CLSDASSep 19, 2025

Chunk Based Speech Pre-training with High Resolution Finite Scalar Quantization

arXiv:2509.15579v1h-index: 1
Originality Incremental advance
AI Analysis

This work addresses the need for efficient speech technology in streaming applications, though it appears incremental by adapting existing self-supervised methods to chunk-based processing.

The authors tackled the problem of low-latency speech processing by proposing a chunk-based self-supervised learning algorithm for unified streaming and offline pre-training, achieving competitive results on speech recognition and translation tasks with datasets like Librispeech and Must-C.

Low latency speech human-machine communication is becoming increasingly necessary as speech technology advances quickly in the last decade. One of the primary factors behind the advancement of speech technology is self-supervised learning. Most self-supervised learning algorithms are designed with full utterance assumption and compromises have to made if partial utterances are presented, which are common in the streaming applications. In this work, we propose a chunk based self-supervised learning (Chunk SSL) algorithm as an unified solution for both streaming and offline speech pre-training. Chunk SSL is optimized with the masked prediction loss and an acoustic encoder is encouraged to restore indices of those masked speech frames with help from unmasked frames in the same chunk and preceding chunks. A copy and append data augmentation approach is proposed to conduct efficient chunk based pre-training. Chunk SSL utilizes a finite scalar quantization (FSQ) module to discretize input speech features and our study shows a high resolution FSQ codebook, i.e., a codebook with vocabulary size up to a few millions, is beneficial to transfer knowledge from the pre-training task to the downstream tasks. A group masked prediction loss is employed during pre-training to alleviate the high memory and computation cost introduced by the large codebook. The proposed approach is examined in two speech to text tasks, i.e., speech recognition and speech translation. Experimental results on the \textsc{Librispeech} and \textsc{Must-C} datasets show that the proposed method could achieve very competitive results for speech to text tasks at both streaming and offline modes.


**TO DO**
Each line of the entries below that includes "using" belongs in your answer.

START DATASET ENTRIES

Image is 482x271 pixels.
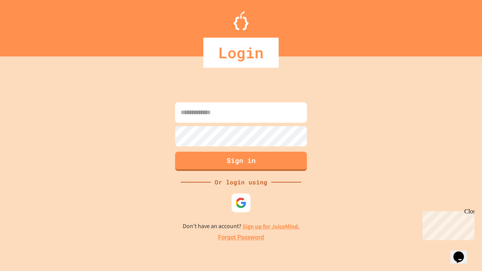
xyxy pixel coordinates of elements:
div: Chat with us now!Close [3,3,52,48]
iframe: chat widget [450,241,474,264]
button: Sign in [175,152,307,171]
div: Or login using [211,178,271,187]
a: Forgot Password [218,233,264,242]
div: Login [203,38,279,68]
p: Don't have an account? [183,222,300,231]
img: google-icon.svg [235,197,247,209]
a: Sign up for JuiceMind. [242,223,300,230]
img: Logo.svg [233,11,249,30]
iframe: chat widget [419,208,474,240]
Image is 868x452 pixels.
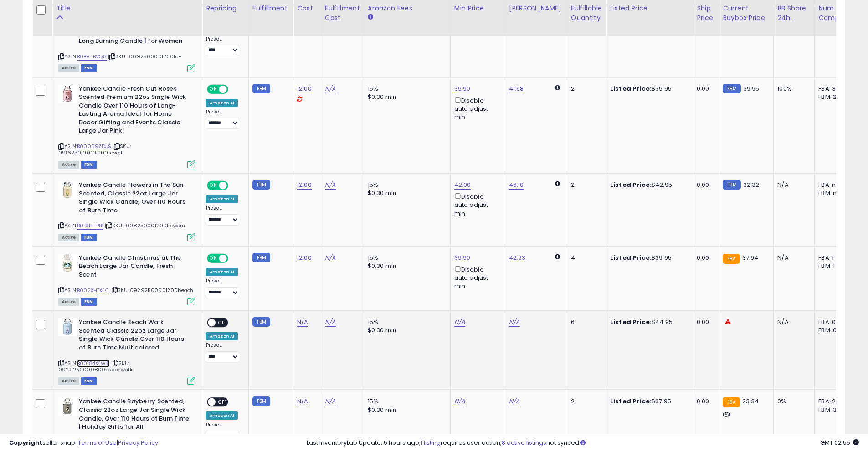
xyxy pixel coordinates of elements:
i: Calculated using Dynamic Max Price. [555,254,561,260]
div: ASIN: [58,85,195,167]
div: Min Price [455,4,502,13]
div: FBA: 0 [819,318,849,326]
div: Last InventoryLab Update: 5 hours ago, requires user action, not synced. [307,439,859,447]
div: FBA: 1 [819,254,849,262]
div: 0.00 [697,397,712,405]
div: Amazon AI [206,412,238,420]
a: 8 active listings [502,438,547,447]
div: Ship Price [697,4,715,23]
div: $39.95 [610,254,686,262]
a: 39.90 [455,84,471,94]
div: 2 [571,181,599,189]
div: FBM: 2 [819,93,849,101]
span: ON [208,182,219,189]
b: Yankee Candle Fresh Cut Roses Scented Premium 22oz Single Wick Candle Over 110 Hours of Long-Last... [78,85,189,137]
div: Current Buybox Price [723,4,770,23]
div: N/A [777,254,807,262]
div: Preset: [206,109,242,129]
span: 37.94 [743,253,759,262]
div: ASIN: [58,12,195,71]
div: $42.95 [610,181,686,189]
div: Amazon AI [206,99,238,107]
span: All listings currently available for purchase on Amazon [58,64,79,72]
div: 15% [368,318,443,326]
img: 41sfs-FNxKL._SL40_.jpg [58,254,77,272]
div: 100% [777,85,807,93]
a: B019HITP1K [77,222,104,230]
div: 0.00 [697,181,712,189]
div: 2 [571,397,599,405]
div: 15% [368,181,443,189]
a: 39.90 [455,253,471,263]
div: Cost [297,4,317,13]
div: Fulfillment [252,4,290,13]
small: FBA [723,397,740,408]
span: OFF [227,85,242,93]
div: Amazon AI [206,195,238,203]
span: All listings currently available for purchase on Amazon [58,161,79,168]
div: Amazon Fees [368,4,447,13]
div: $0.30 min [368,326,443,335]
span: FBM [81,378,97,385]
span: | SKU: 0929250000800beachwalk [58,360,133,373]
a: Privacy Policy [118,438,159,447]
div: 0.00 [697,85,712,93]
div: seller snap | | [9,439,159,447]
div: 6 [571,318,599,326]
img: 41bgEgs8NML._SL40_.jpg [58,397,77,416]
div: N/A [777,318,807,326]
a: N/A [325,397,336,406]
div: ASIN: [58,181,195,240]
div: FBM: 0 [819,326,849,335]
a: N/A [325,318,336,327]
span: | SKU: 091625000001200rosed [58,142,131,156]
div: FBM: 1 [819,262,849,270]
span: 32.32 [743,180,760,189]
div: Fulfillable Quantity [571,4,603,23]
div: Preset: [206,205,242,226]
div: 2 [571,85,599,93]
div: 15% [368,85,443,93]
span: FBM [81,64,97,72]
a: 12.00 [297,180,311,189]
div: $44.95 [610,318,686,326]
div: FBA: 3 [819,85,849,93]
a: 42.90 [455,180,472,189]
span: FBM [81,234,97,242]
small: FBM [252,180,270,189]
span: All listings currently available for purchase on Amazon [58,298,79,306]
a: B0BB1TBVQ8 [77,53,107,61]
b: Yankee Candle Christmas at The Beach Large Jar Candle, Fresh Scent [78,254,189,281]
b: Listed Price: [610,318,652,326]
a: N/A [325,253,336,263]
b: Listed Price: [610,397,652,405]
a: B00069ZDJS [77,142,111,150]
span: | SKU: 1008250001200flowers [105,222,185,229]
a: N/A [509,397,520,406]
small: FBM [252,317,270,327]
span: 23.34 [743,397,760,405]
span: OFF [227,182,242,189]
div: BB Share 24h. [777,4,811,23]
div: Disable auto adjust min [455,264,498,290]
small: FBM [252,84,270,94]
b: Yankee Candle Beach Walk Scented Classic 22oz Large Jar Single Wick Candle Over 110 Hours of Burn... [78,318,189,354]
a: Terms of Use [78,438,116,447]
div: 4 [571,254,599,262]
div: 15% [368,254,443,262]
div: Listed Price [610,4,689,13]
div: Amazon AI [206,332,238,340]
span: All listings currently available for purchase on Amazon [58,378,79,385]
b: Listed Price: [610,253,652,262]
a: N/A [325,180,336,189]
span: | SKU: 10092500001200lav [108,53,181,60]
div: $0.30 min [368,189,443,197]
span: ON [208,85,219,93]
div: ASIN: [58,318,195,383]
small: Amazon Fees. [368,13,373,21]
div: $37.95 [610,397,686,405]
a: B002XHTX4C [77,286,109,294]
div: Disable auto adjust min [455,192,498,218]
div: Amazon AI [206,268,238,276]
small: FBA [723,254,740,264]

END DATASET ENTRIES

**TASK OUTPUT**
div: Or login using [211,178,271,187]
i: Calculated using Dynamic Max Price. [555,254,561,260]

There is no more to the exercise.